Encourages deep understanding and curiosity.
Makes even the toughest topics accessible.
Makes learning interactive and fun.
Encourages questions and exploration.
Great Professor!
Dr Danielle Bond is an Early Career Researcher, Lecturer, and Casual Academic in the School of Biomedical Sciences and Pharmacy at the University of Newcastle, based at the Hunter Medical Research Institute and associated with the Hunter Cancer Research Alliance. Her research focuses on epigenetic changes in cancer patients following drug treatment, the role of tumour microenvironments in prognosis, treatment response, and resistance, and single-cell analyses of DNA methylation and gene expression in leukaemia. She completed her PhD in medical biochemistry at the University of Newcastle in 2015, investigating post-transcriptional regulation of tetraspanins CD151 and CD9 by microRNAs in breast and prostate cancers. From 2015 to 2017, she served as a Research Associate and Assistant in the Faculty of Science, testing novel natural and synthetic compounds, including Vietnamese medicinal plant extracts, as anti-pancreatic cancer agents and studying blood markers for prostate cancer at the Ourimbah campus. In 2018, she joined the Cancer Epigenetics group led by Dr Heather Lee as a postdoctoral scientist, employing advanced single-cell sequencing to identify markers predicting patient prognosis and therapy response.
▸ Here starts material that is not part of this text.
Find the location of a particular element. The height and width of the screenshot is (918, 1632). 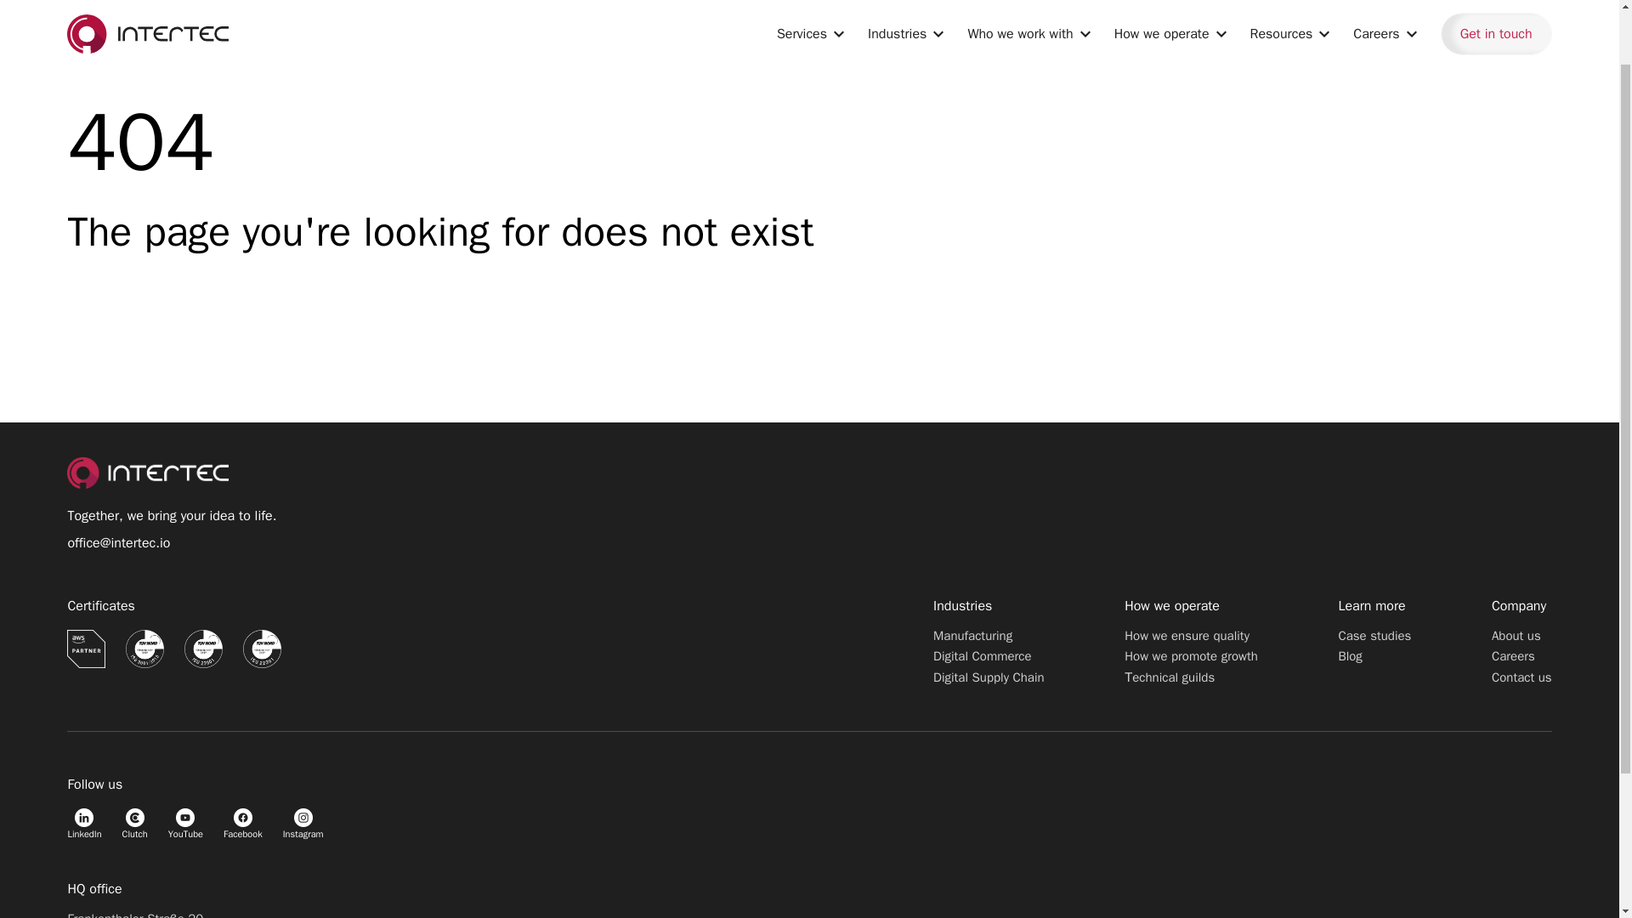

Dr Bond earned her Bachelor of Biomedical Sciences with First Class Honours from the University of Newcastle. Her interests include acute myeloid leukaemia, DNA methylation, epigenetics, myelodysplastic syndromes, pancreatic cancer, prostate cancer, tetraspanins, microRNAs, and multi-omics in cancer genetics. Key publications feature 'Hypomethylating agents induce epigenetic and transcriptional heterogeneity in myeloid malignancies' (2025), 'Upregulated cholesterol biosynthesis facilitates the survival of hypomethylating agent-resistant leukaemia cells' (2024), 'scTEM-seq: Single-cell analysis of transposable element methylation...' (2022), and 'The Olive Biophenols Oleuropein and Hydroxytyrosol Selectively Reduce Proliferation... in Pancreatic Cancer Cells' (2018). She has secured a Faculty of Health and Medicine pilot grant, HMRI CFMEU donor grant, and HMRI Leukaemia Donor Grant (2018). Dr Bond has presented at national and international conferences, published in high-impact journals, served as RHD representative on the school research committee, deputy convenor of the ASMR Newcastle committee, and organised local scientific meetings, while building an independent research program on cancer epigenetic heterogeneity.